We rode on, somewhat sustained by a sour cherry turnover and a double-chocolate cookie from the market, and before long we were facing Mungo Martin’s big house at Thunderbird Park. In the late 1940s, Martin was employed to make recreations of the totems that had been collected by the provincial museum. This was at a time when the “potlatch laws” were still in effect and it was illegal to participate in native culture.

When asked to build a traditional house for Thunderbird Park, he built a smaller replica of his own house at Fort Rupert and in this house, in 1953, the first newly “legal” potlatch was held shortly after the laws were repealed. The house remains the property of his family.

We stood to name the figures on a few of the replica poles in the park and then, as we passed the glassed-in walls of the museum’s northeast corner, we looked at the actual old poles. Many of them are simple and rather awesome Salish house posts.

The Salish people, whose domain extends as far north as Campbell River, carved house posts but not totem poles, but now there seems to be a need for them. Before the Commonwealth Games, Cicero August and his family carved a large pole, now on the lawn of the legislature. It was designed in a unique new style, including a loon with folded wings on top, and a very curious frog painted bright green at the base.

Avoiding the gauntlet of Government Street, we threaded our way through Bastion Square, noting the terrific public sculpture by Illarion Gallant, of a skeletal canoe with a load of berries slipping through the weeds. Bastion Square, instigated by artist Allan Edwards, was the first winner of a national award for heritage architecture restoration in the 1960s.

In the early 1970s, Nick Bawlf masterminded the evolution of a ravine full of sheds into a civic amenity, as Market Square. Its own Saturday market was in full flight when we went through.
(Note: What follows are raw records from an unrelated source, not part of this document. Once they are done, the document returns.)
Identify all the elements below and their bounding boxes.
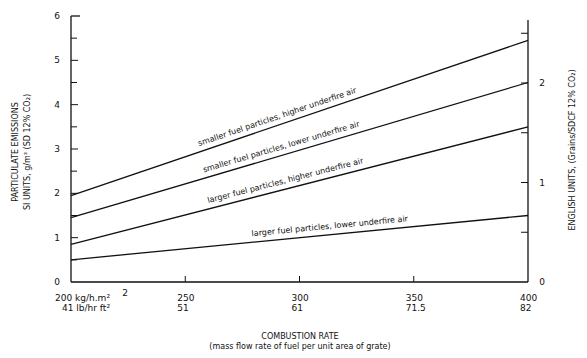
x-tick-label-english: 82 [520,303,531,313]
y-axis-left-title: PARTICULATE EMISSIONS SI UNITS, g/m³ (SD… [11,94,32,210]
x-tick-label-english: 51 [177,303,188,313]
x-axis-title: COMBUSTION RATE [261,332,338,341]
y-right-tick-label: 0 [539,277,545,287]
y-axis-right-title: ENGLISH UNITS, (Grains/SDCF 12% CO₂) [568,69,577,230]
y-axis-left-title-line1: PARTICULATE EMISSIONS [11,102,20,202]
x-tick-label-english: 41 lb/hr ft² [62,303,110,313]
x-axis-ticks [185,276,414,282]
x-tick-label-si: 250 [177,293,194,303]
x-tick-label-si: 400 [520,293,537,303]
y-left-tick-label: 3 [54,144,60,154]
x-tick-label-english: 71.5 [406,303,426,313]
series-line [71,216,528,260]
y-axis-left-title-line2: SI UNITS, g/m³ (SD 12% CO₂) [23,94,32,210]
x-tick-label-si: 300 [292,293,309,303]
chart: 0123456 012 200 kg/h.m²41 lb/hr ft²25051… [0,0,587,358]
x-stray-label: 2 [122,288,128,298]
y-left-tick-label: 0 [54,277,60,287]
x-tick-label-english: 61 [292,303,303,313]
series-labels: smaller fuel particles, higher underfire… [197,86,409,239]
y-axis-left-ticks [71,38,78,260]
y-right-tick-label: 1 [539,178,545,188]
y-left-tick-label: 2 [54,188,60,198]
y-axis-left-tick-labels: 0123456 [54,11,60,287]
y-right-tick-label: 2 [539,78,545,88]
y-left-tick-label: 6 [54,11,60,21]
series-line [71,83,528,218]
x-axis-subtitle: (mass flow rate of fuel per unit area of… [209,342,390,351]
y-left-tick-label: 4 [54,100,60,110]
y-axis-right-ticks [521,33,528,232]
y-left-tick-label: 5 [54,55,60,65]
y-axis-right-title-text: ENGLISH UNITS, (Grains/SDCF 12% CO₂) [568,69,577,230]
y-left-tick-label: 1 [54,233,60,243]
x-tick-label-si: 350 [406,293,423,303]
x-tick-label-si: 200 kg/h.m² [55,293,110,303]
axes [71,16,528,282]
y-axis-right-tick-labels: 012 [539,78,545,287]
series-label: smaller fuel particles, higher underfire… [197,86,358,148]
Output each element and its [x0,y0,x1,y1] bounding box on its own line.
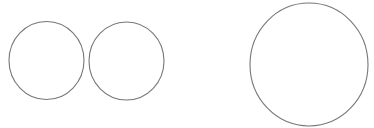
diagram-canvas [0,0,374,128]
diagram-svg [0,0,374,128]
left-circle [9,22,84,100]
large-right-circle [250,3,368,126]
middle-circle [89,22,164,100]
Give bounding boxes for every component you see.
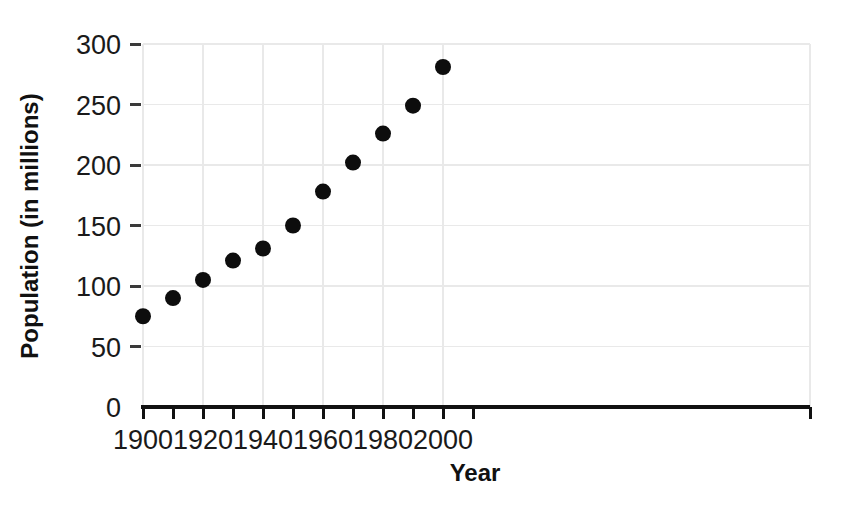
y-tick-label: 250 xyxy=(76,91,121,121)
x-tick-label: 2000 xyxy=(413,425,473,455)
x-axis-tick-labels: 190019201940196019802000 xyxy=(113,425,473,455)
y-tick-label: 300 xyxy=(76,30,121,60)
y-tick-label: 50 xyxy=(91,333,121,363)
x-axis-title: Year xyxy=(450,459,501,486)
x-tick-label: 1900 xyxy=(113,425,173,455)
data-point xyxy=(405,98,421,114)
data-point xyxy=(285,218,301,234)
x-tick-label: 1980 xyxy=(353,425,413,455)
y-axis-title: Population (in millions) xyxy=(16,93,43,358)
x-tick-label: 1940 xyxy=(233,425,293,455)
scatter-plot-figure: 050100150200250300 190019201940196019802… xyxy=(0,0,851,508)
data-point xyxy=(435,59,451,75)
data-point xyxy=(135,308,151,324)
data-point xyxy=(375,126,391,142)
data-point xyxy=(345,155,361,171)
data-point xyxy=(225,253,241,269)
x-tick-label: 1960 xyxy=(293,425,353,455)
y-tick-label: 0 xyxy=(106,393,121,423)
chart-canvas: 050100150200250300 190019201940196019802… xyxy=(0,0,851,508)
y-tick-label: 150 xyxy=(76,212,121,242)
data-point xyxy=(255,240,271,256)
data-point xyxy=(195,272,211,288)
data-point xyxy=(315,184,331,200)
x-tick-label: 1920 xyxy=(173,425,233,455)
y-tick-label: 200 xyxy=(76,151,121,181)
y-tick-label: 100 xyxy=(76,272,121,302)
data-point xyxy=(165,290,181,306)
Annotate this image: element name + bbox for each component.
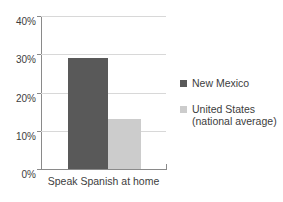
x-axis-end-tick bbox=[166, 164, 167, 170]
legend-swatch-new-mexico-icon bbox=[180, 80, 187, 87]
y-tick-20 bbox=[37, 93, 41, 94]
x-axis-category-label: Speak Spanish at home bbox=[41, 175, 166, 188]
bar-new-mexico bbox=[68, 58, 108, 169]
y-axis-label-10: 10% bbox=[16, 131, 36, 142]
bar-united-states bbox=[108, 119, 141, 169]
y-tick-10 bbox=[37, 131, 41, 132]
legend-label-new-mexico: New Mexico bbox=[192, 77, 249, 90]
y-axis-label-0: 0% bbox=[22, 169, 36, 180]
y-axis-label-40: 40% bbox=[16, 16, 36, 27]
legend-label-united-states: United States (national average) bbox=[192, 103, 277, 128]
chart-legend: New Mexico United States (national avera… bbox=[180, 77, 283, 141]
axis-baseline-0 bbox=[41, 169, 166, 170]
y-tick-0 bbox=[37, 169, 41, 170]
y-axis-label-30: 30% bbox=[16, 54, 36, 65]
legend-item-united-states: United States (national average) bbox=[180, 103, 283, 128]
legend-item-new-mexico: New Mexico bbox=[180, 77, 283, 90]
gridline-30 bbox=[41, 54, 166, 55]
y-axis-label-20: 20% bbox=[16, 93, 36, 104]
legend-swatch-united-states-icon bbox=[180, 106, 187, 113]
y-tick-30 bbox=[37, 54, 41, 55]
gridline-40 bbox=[41, 16, 166, 17]
y-tick-40 bbox=[37, 16, 41, 17]
bar-chart-figure: 40% 30% 20% 10% 0% Speak Spanish at home… bbox=[0, 0, 283, 202]
plot-area bbox=[41, 16, 166, 169]
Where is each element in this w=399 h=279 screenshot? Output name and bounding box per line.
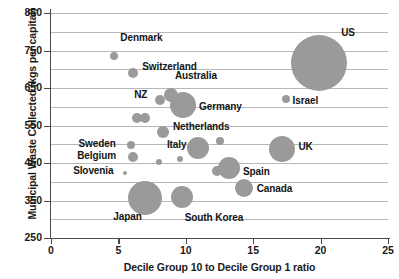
point-label-nz: NZ xyxy=(134,89,147,100)
bubble-nz[interactable] xyxy=(155,95,165,105)
point-label-spain: Spain xyxy=(243,166,270,177)
bubble-point[interactable] xyxy=(140,113,150,123)
bubble-belgium[interactable] xyxy=(128,152,138,162)
x-axis-line xyxy=(44,238,390,239)
bubble-netherlands[interactable] xyxy=(157,126,169,138)
bubble-israel[interactable] xyxy=(282,95,290,103)
y-axis-tick-label: 350 xyxy=(0,194,42,206)
point-label-canada: Canada xyxy=(257,183,293,194)
y-axis-tick xyxy=(44,126,51,127)
bubble-slovenia[interactable] xyxy=(123,171,127,175)
point-label-japan: Japan xyxy=(113,211,141,222)
bubble-japan[interactable] xyxy=(128,181,162,215)
x-axis-tick-label: 20 xyxy=(306,244,336,256)
bubble-south-korea[interactable] xyxy=(171,186,193,208)
point-label-slovenia: Slovenia xyxy=(73,165,113,176)
point-label-israel: Israel xyxy=(293,95,319,106)
point-label-sweden: Sweden xyxy=(79,138,116,149)
bubble-spain[interactable] xyxy=(218,157,240,179)
y-axis-tick xyxy=(44,51,51,52)
bubble-switzerland[interactable] xyxy=(128,68,138,78)
bubble-denmark[interactable] xyxy=(110,52,118,60)
y-axis-tick xyxy=(44,13,51,14)
y-axis-tick xyxy=(44,88,51,89)
point-label-denmark: Denmark xyxy=(120,32,162,43)
bubble-us[interactable] xyxy=(291,35,347,91)
bubble-italy[interactable] xyxy=(187,137,209,159)
y-axis-tick xyxy=(44,238,51,239)
point-label-netherlands: Netherlands xyxy=(173,121,230,132)
y-axis-tick xyxy=(44,201,51,202)
x-axis-title: Decile Group 10 to Decile Group 1 ratio xyxy=(51,261,388,273)
y-axis-title: Municipal Waste Collected (kgs per capit… xyxy=(26,4,38,224)
bubble-point[interactable] xyxy=(177,156,183,162)
point-label-germany: Germany xyxy=(199,101,242,112)
point-label-belgium: Belgium xyxy=(77,150,116,161)
point-label-australia: Australia xyxy=(175,70,217,81)
y-axis-tick-label: 750 xyxy=(0,44,42,56)
y-axis-tick-label: 650 xyxy=(0,81,42,93)
y-axis-tick-label: 850 xyxy=(0,6,42,18)
x-axis-tick-label: 25 xyxy=(373,244,399,256)
bubble-uk[interactable] xyxy=(269,136,295,162)
bubble-germany[interactable] xyxy=(170,92,196,118)
point-label-italy: Italy xyxy=(167,139,187,150)
x-axis-tick-label: 5 xyxy=(103,244,133,256)
y-axis-tick-label: 250 xyxy=(0,231,42,243)
y-axis-tick-label: 450 xyxy=(0,156,42,168)
x-axis-tick-label: 10 xyxy=(171,244,201,256)
y-axis-tick-label: 550 xyxy=(0,119,42,131)
point-label-us: US xyxy=(341,27,355,38)
bubble-point[interactable] xyxy=(216,137,224,145)
bubble-point[interactable] xyxy=(156,159,162,165)
x-axis-tick-label: 0 xyxy=(36,244,66,256)
bubble-canada[interactable] xyxy=(235,179,253,197)
x-axis-tick-label: 15 xyxy=(238,244,268,256)
bubble-sweden[interactable] xyxy=(127,141,135,149)
y-axis-tick xyxy=(44,163,51,164)
point-label-uk: UK xyxy=(299,141,313,152)
point-label-south-korea: South Korea xyxy=(185,212,243,223)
Crossing Pandora, we entered Fan Tan Alley, a narrow passageway that leads through to Fisgard. Called “the narrowest street” in the country, it is privately owned and not really a municipally assumed thoroughfare.
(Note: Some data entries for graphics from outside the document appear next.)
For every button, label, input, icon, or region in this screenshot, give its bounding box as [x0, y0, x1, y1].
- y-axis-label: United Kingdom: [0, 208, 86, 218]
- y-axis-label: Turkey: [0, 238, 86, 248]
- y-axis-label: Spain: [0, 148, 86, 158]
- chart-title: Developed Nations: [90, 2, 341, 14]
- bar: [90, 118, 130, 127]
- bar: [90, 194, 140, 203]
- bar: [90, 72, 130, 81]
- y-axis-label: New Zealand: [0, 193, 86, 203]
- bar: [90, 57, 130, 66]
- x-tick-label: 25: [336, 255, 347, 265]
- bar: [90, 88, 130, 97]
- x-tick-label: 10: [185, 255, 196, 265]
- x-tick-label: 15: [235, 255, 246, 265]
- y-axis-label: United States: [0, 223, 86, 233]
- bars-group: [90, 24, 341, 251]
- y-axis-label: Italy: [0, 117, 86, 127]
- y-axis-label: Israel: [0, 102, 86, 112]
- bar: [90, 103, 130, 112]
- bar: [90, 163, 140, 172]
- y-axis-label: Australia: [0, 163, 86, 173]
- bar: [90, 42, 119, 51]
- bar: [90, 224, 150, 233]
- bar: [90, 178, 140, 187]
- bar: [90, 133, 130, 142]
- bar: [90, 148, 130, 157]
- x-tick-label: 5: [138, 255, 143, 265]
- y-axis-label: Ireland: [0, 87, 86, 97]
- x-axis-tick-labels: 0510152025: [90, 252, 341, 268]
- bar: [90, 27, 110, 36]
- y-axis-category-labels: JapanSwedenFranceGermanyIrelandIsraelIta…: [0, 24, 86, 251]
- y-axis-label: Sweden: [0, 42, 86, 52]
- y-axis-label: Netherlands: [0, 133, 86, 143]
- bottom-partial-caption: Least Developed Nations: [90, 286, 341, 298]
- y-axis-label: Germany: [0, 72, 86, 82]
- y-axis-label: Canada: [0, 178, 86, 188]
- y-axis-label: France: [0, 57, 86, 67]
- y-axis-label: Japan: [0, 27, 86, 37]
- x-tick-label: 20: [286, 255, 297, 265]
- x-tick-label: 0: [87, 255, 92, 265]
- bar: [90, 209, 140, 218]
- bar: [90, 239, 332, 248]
The atmosphere of Fan Tan Alley, a “city within a city,” remains almost as funky and mysterious as it was when the Chinese used it as a place to avoid unwanted attention of the white folks.

But it has curious glamour, and while we were there, despite the noonday crowd, a wedding party in tuxes and wedding dresses were in the midst of a full-on professional photo shoot. The happy couple were photographed kissing under the sign of Heart’s Content, the longest-running shop on the alley.
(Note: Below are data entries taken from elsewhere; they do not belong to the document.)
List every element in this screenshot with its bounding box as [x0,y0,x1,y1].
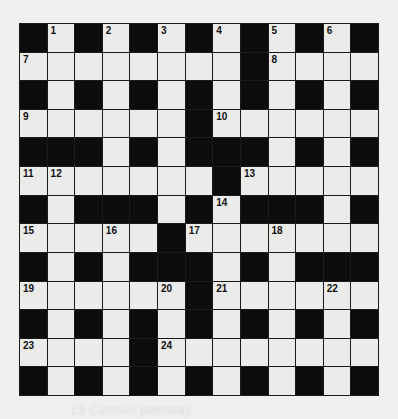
answer-cell[interactable]: 2 [103,24,130,52]
answer-cell[interactable] [324,339,351,367]
answer-cell[interactable]: 22 [324,282,351,310]
answer-cell[interactable] [269,310,296,338]
answer-cell[interactable] [351,282,378,310]
answer-cell[interactable] [48,53,75,81]
answer-cell[interactable] [324,310,351,338]
answer-cell[interactable] [324,53,351,81]
answer-cell[interactable] [351,224,378,252]
answer-cell[interactable] [213,253,240,281]
answer-cell[interactable]: 9 [20,110,47,138]
answer-cell[interactable] [75,110,102,138]
answer-cell[interactable]: 23 [20,339,47,367]
answer-cell[interactable] [48,339,75,367]
answer-cell[interactable] [213,81,240,109]
answer-cell[interactable] [48,367,75,395]
answer-cell[interactable] [269,110,296,138]
answer-cell[interactable] [158,110,185,138]
answer-cell[interactable] [186,339,213,367]
answer-cell[interactable] [158,138,185,166]
answer-cell[interactable] [48,224,75,252]
answer-cell[interactable] [103,81,130,109]
answer-cell[interactable] [324,196,351,224]
answer-cell[interactable] [269,367,296,395]
answer-cell[interactable] [296,339,323,367]
answer-cell[interactable]: 8 [269,53,296,81]
answer-cell[interactable] [48,310,75,338]
answer-cell[interactable] [296,110,323,138]
answer-cell[interactable] [269,339,296,367]
answer-cell[interactable] [48,253,75,281]
answer-cell[interactable] [103,138,130,166]
answer-cell[interactable] [213,53,240,81]
answer-cell[interactable] [213,224,240,252]
answer-cell[interactable] [130,224,157,252]
answer-cell[interactable] [158,81,185,109]
answer-cell[interactable] [103,282,130,310]
answer-cell[interactable] [158,367,185,395]
answer-cell[interactable] [241,224,268,252]
answer-cell[interactable] [324,167,351,195]
answer-cell[interactable] [296,282,323,310]
answer-cell[interactable] [296,224,323,252]
answer-cell[interactable] [241,110,268,138]
answer-cell[interactable] [103,53,130,81]
answer-cell[interactable]: 16 [103,224,130,252]
answer-cell[interactable] [186,167,213,195]
answer-cell[interactable] [296,53,323,81]
answer-cell[interactable]: 14 [213,196,240,224]
answer-cell[interactable]: 6 [324,24,351,52]
answer-cell[interactable] [158,167,185,195]
answer-cell[interactable] [75,339,102,367]
answer-cell[interactable] [351,167,378,195]
answer-cell[interactable] [213,339,240,367]
answer-cell[interactable]: 11 [20,167,47,195]
answer-cell[interactable] [241,282,268,310]
answer-cell[interactable] [103,339,130,367]
answer-cell[interactable]: 13 [241,167,268,195]
answer-cell[interactable] [241,339,268,367]
answer-cell[interactable]: 17 [186,224,213,252]
answer-cell[interactable]: 3 [158,24,185,52]
answer-cell[interactable] [351,339,378,367]
answer-cell[interactable] [103,310,130,338]
answer-cell[interactable] [324,138,351,166]
answer-cell[interactable]: 1 [48,24,75,52]
answer-cell[interactable] [186,53,213,81]
answer-cell[interactable] [75,167,102,195]
answer-cell[interactable] [48,110,75,138]
answer-cell[interactable] [158,310,185,338]
answer-cell[interactable]: 5 [269,24,296,52]
answer-cell[interactable]: 18 [269,224,296,252]
answer-cell[interactable] [130,167,157,195]
answer-cell[interactable]: 4 [213,24,240,52]
answer-cell[interactable] [269,282,296,310]
answer-cell[interactable]: 15 [20,224,47,252]
answer-cell[interactable] [130,282,157,310]
answer-cell[interactable] [324,81,351,109]
answer-cell[interactable] [103,167,130,195]
answer-cell[interactable] [158,53,185,81]
answer-cell[interactable] [269,253,296,281]
answer-cell[interactable]: 7 [20,53,47,81]
answer-cell[interactable] [103,110,130,138]
answer-cell[interactable]: 21 [213,282,240,310]
answer-cell[interactable] [75,53,102,81]
answer-cell[interactable] [75,224,102,252]
answer-cell[interactable] [48,282,75,310]
answer-cell[interactable] [48,196,75,224]
answer-cell[interactable] [296,167,323,195]
answer-cell[interactable] [269,138,296,166]
answer-cell[interactable]: 10 [213,110,240,138]
answer-cell[interactable] [130,110,157,138]
answer-cell[interactable] [213,310,240,338]
answer-cell[interactable] [324,224,351,252]
answer-cell[interactable] [75,282,102,310]
answer-cell[interactable] [158,196,185,224]
answer-cell[interactable] [103,367,130,395]
answer-cell[interactable] [213,367,240,395]
answer-cell[interactable] [269,167,296,195]
answer-cell[interactable]: 19 [20,282,47,310]
answer-cell[interactable] [324,110,351,138]
answer-cell[interactable] [269,81,296,109]
answer-cell[interactable]: 24 [158,339,185,367]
At Government and Fisgard, we passed a statue under wraps, about to be unveiled. It is a bronze, larger than life, of Dr. Sun Yat Sen, the man who led the revolution that overthrew the Qing Dynasty in China in 1911. Sun visited Victoria three times to raise money for the cause, and the statue was unveiled last Sunday by his granddaughter, Dr. Lily Sun, on the occasion of the centennial of the Dart Coon Society. It is the 153rd statue of him she has unveiled around the world.

Just beyond the statue, in what used to be known as Centennial Square, the Victoria India Mela was taking place, with hyper-enthusiastic dancers holding the stage. Derek and I found the food carts irresistible and, while we ate our curry, we sat on the margin of the fountain, with its totem-esque mosaic designed by Jack Wilkinson in 1971.

Our destination was Legends Comics at 633 Johnson St. I went there to pick up a copy of a new comic book, Roach Town, created by Peter Sandmark. As this is Vol. 1, No. 1, it’s sure to be a collector’s item.

Sandmark is the director of MediaNet, Victoria’s filmmaking co-operative, and Roach Town is his first book. The drawings are rather elementary and remind me a bit of George Herriman’s Krazy Kat. The tough-talking story line is couched in the hardboiled words of a film noir. The story concerns neonicotinoids, which are killing bees, though the evil Dr. Mantis is trying to blame it on the tobacco ringspot virus.

The cultural mix of Victoria including Chinese, Japanese, Kwak Waka Wak’w, Coast Salish and South Asian is unique in Canada, and always makes it a rewarding place to visit on a Saturday. Get on your bike and take a look!